Friday, March 11, 2016

When did Montessori become a Religion?

Maria Montessori was a radical thinker.  She was a woman and a scientist in a time (and these barriers still exist today) where educated men founded concepts and ideals that grew from an "enlightened" society.  An "enlightened society" I wonder.  The British Empire spanned almost as big as the Mongolian Empire under Genghis Khan. What political systems developed from these empires?
 

Genghis Khan, although his methods may be considered as barbaric, allowed freedoms that existed outside of the bounds of family and tradition  -he chose his generals out of loyalty and had absolute faith in them.   The British Empire suppressed and enslaved native populations with the concepts and ideas, cutting off intelligences and subsequent actions that may be lost forever, generating politics, egos, forms of conversations, facts, figures in which everyone had to meet in order to be heard or experience any kind of psychical .  I think of Gandhi's fight for India -and even his ideals are conflicted.  He was a just a man, who at the end of his life was so disgusted with politics, he focused on the internal nature of his being -hence our own intimate conversation, knowing this basic understanding of self is fundamental in all people.  "I live simply so others may simply live."

Isn't this who we are?


Elitism in the West- the courts of Europe -I think of Versailles beautiful but gathered round the idea that God lives in the perfection of human form. Look at all art today- It is the perfection of form that exists outside or internal life or experience to meet a larger unified idea within that specific culture and/or society. It has baggage. And only those who happen to be born into it, work hard enough to prove their worth of it, are able to act and create within that society.

All the creative thinkers- artists -Michelangelo, musicians -Mozart, (only a two of who knows how many?) are bound to this belief of enlightened ideals - a pinnacle of sorts.  I wonder what work they would have created if they were completely free?

Montessori saw the disenfranchised youth in Italy (children who were poor, or considered to be un able to educate)  and created a scientific system in which to allow these persons to connect to their whole internal self.  She developed a system of concrete materials that freed the individual from being bound to another in order to learn and develop their own character.  BUT she created this system within a framework of already existing ideals and concepts that dictate where the soul can and how it can evolve.

It amazes me that we are unable to understand her own limitations.  She was bound to a corrupt system, and she knew it.  She spoke in reference to the concept of God within her work, because the only way she could do her work was to be within the larger framework of those "enlightened" western beliefs.

So why is it then that most everyone sees the Montessori Method as a rigid system of academic growth, in which the teacher and student are bound to the form?

The lesson needs to be done this way.  The child has mastered the work when we see this.

We are silly to think that children feel or experience this framework as truth to defining who they are, how they learn, and what they wish to do.

Why are we bending the genius of a method as religious fanatics would do?   In truth Creativity which is who we really are -each and everyone of us - is bound to no one but our internal experience.  Creativity has no limits, no structure is completely free of all concept and thought. And only the individual can know that from experience.

We need as educators, parents and adults to support this new line of thinking and being.  We need to understand and allow ourselves to evolve within our own understanding and creativity if we are to survive at all.

We need to see Montessori as a method only.  That this method is flexible and can be used creatively to connect the child to her/himself; not to create a carbon copy of what already exists.

Montessori as a rigid right and wrong way thwarts the will under the concept of a religious system which is exactly what she was fighting against in the first place.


__Your goal__
Retype each entry below exactly. Do not carry any image over.

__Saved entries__

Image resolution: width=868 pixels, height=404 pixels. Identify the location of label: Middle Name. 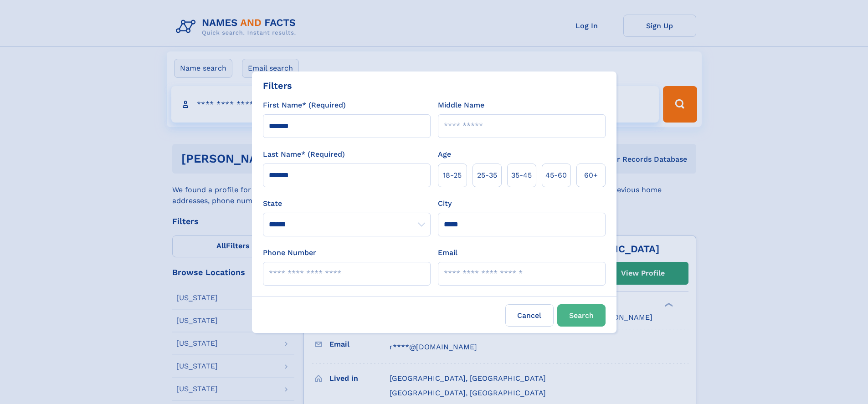
(461, 105).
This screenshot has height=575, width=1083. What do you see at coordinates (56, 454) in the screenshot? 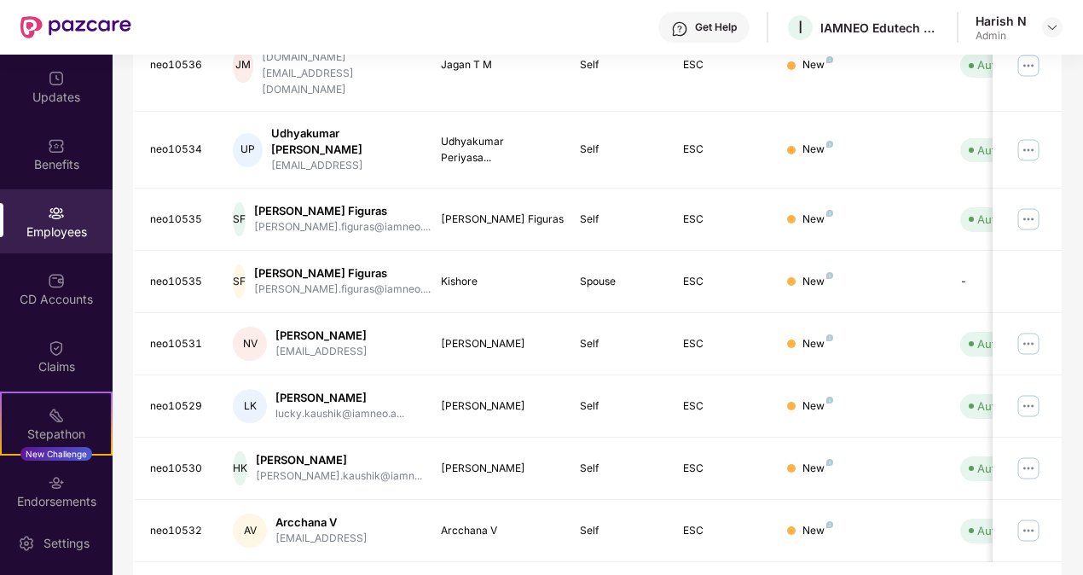
I see `div: New Challenge` at bounding box center [56, 454].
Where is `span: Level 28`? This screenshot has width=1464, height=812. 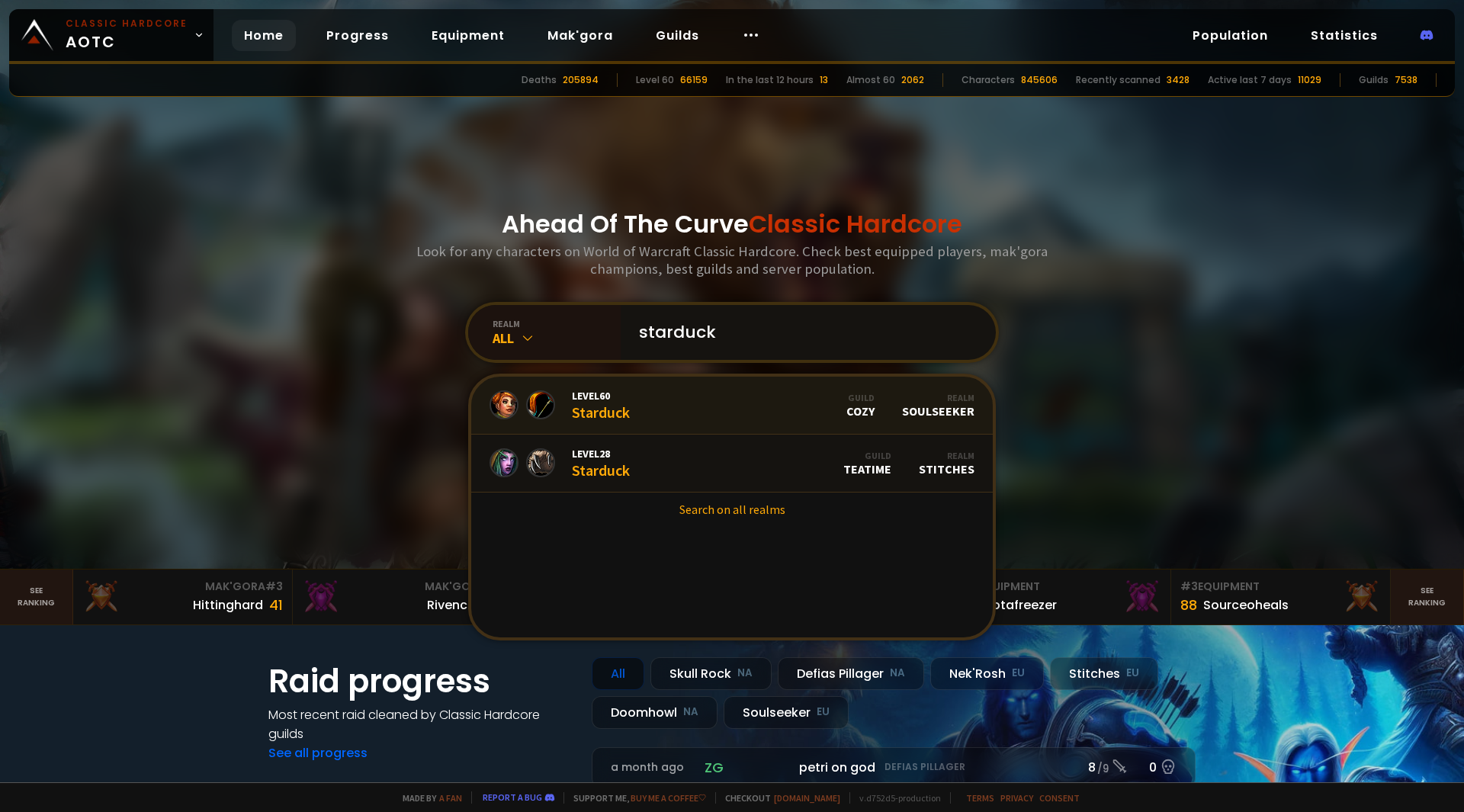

__Exercise response__
Image resolution: width=868 pixels, height=404 pixels. Identify the location of label: Middle Name. 
(461, 105).
This screenshot has height=575, width=1083. What do you see at coordinates (56, 454) in the screenshot? 
I see `div: New Challenge` at bounding box center [56, 454].
Where is `span: Level 28`? This screenshot has width=1464, height=812. 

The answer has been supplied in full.